- **Data for the task**
-=-=-
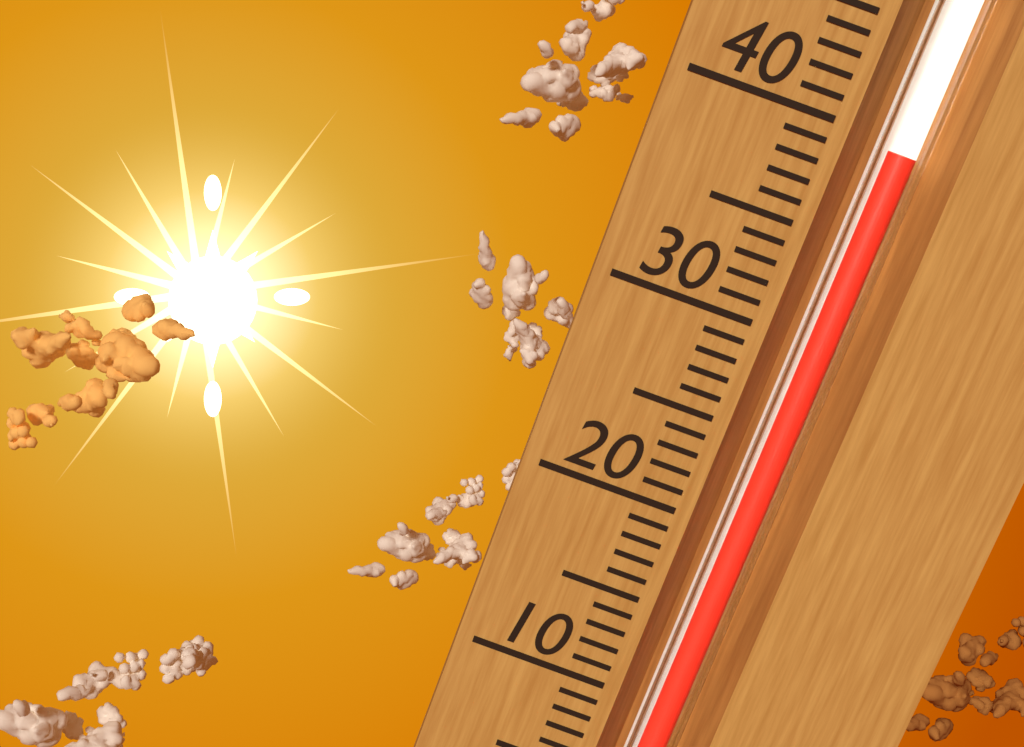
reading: 39.5 (no unit)
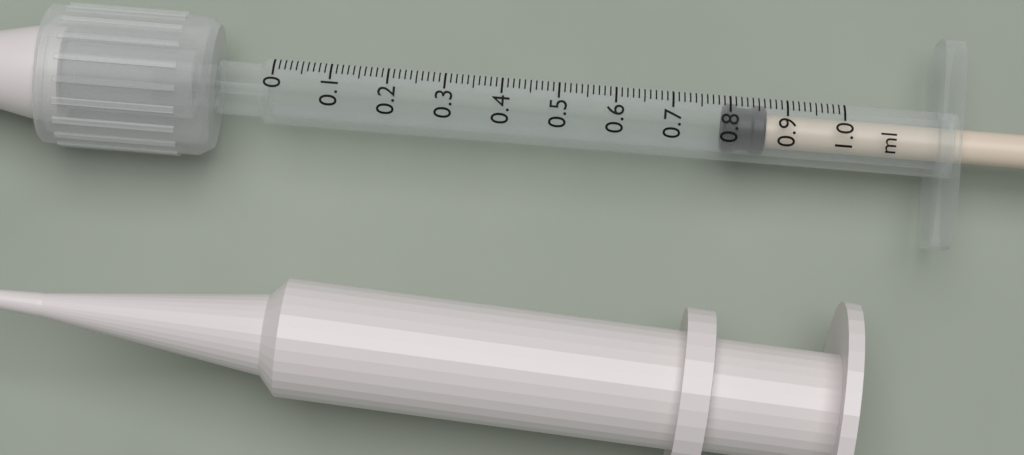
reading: 0.79 ml
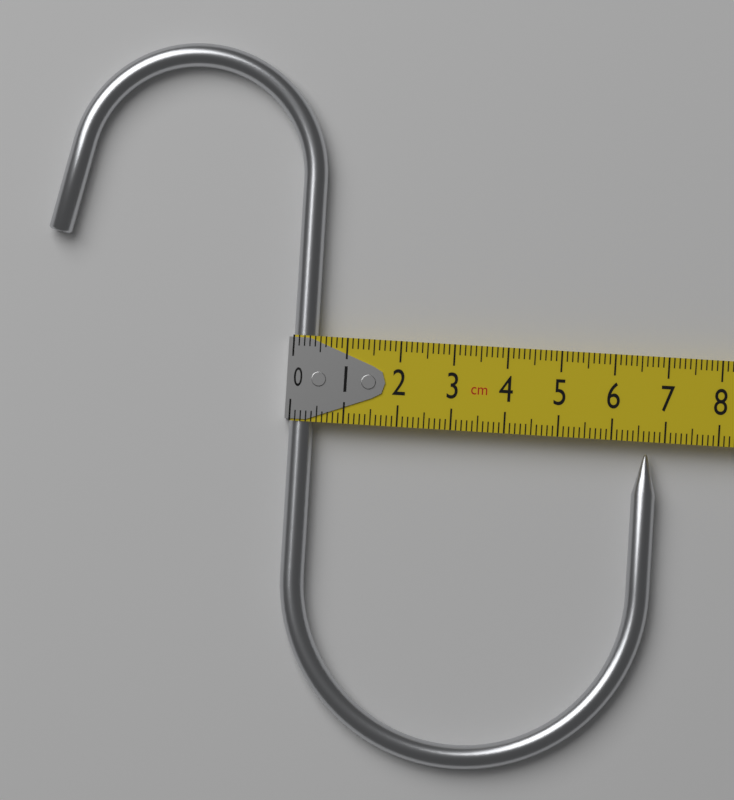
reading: 6.9 cm
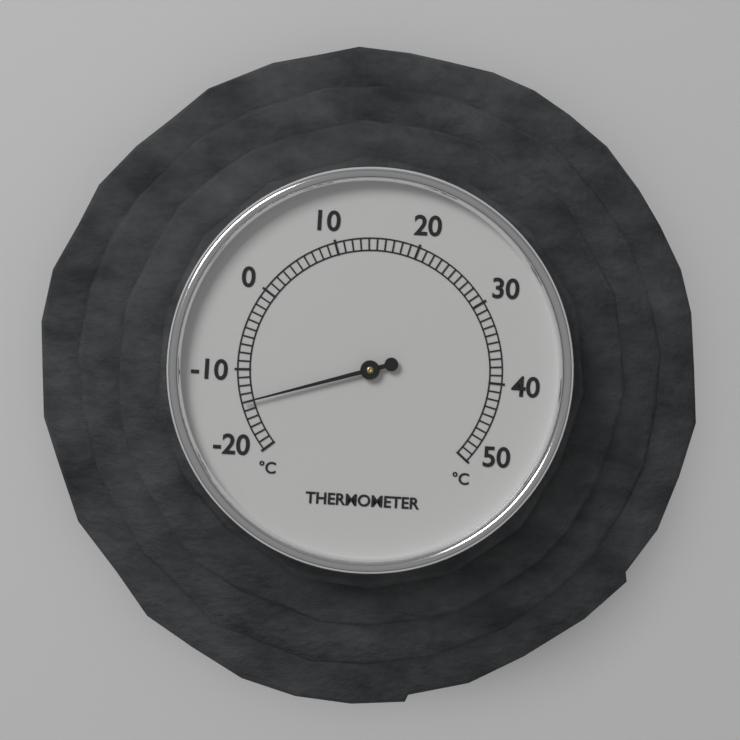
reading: -14 °C
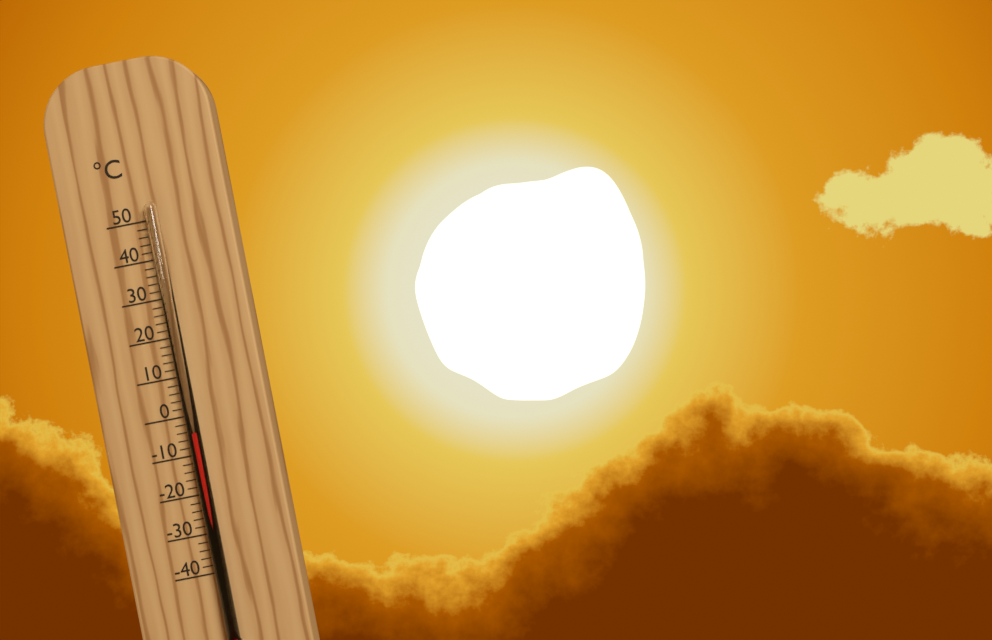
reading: -4 °C
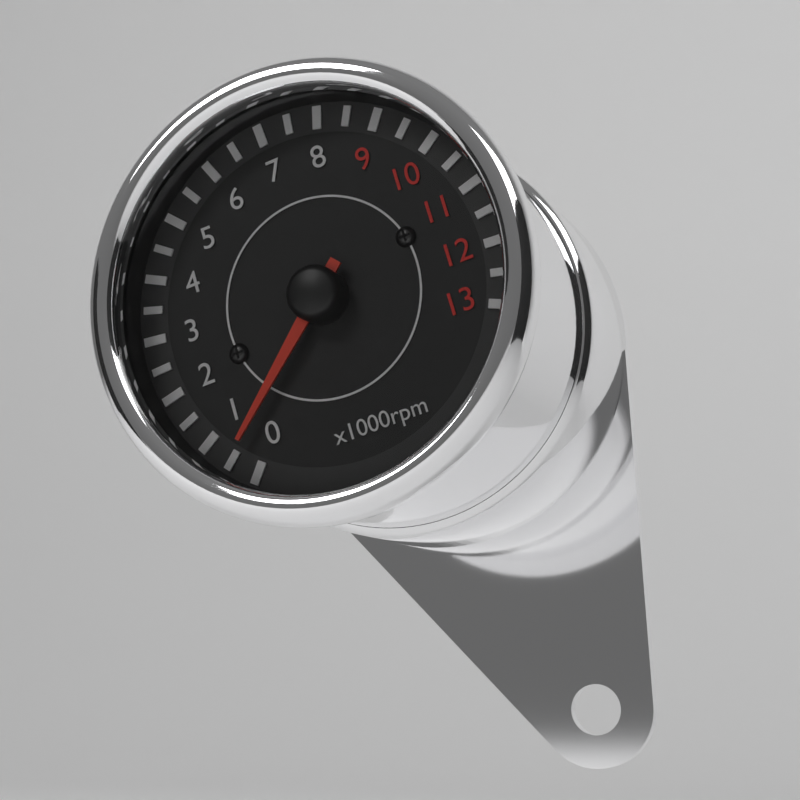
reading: 500 rpm
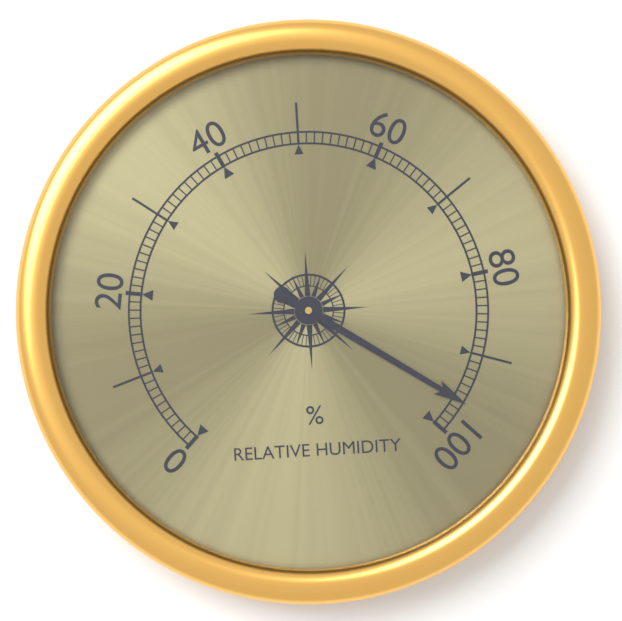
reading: 96 %
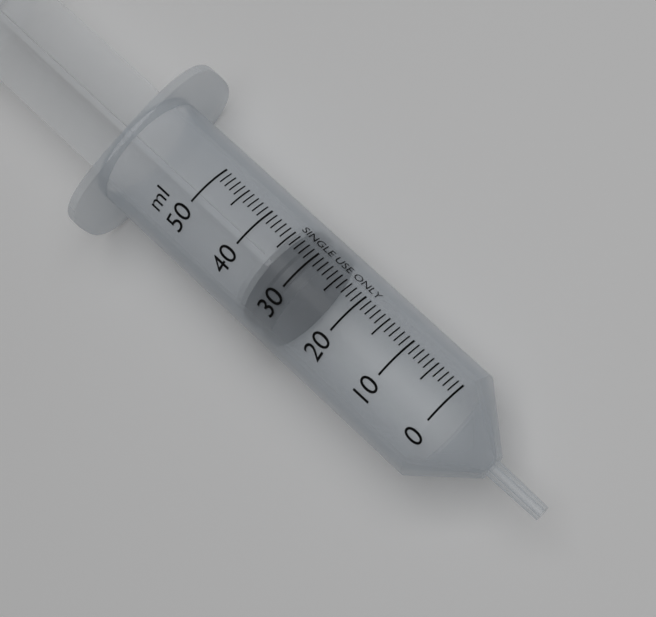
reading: 28 ml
-=-=-
- **Work item**
Restate the listing word for word, pictures omitted.

- **Exercise response**
reading: 39.5 (no unit)
reading: 0.79 ml
reading: 6.9 cm
reading: -14 °C
reading: -4 °C
reading: 500 rpm
reading: 96 %
reading: 28 ml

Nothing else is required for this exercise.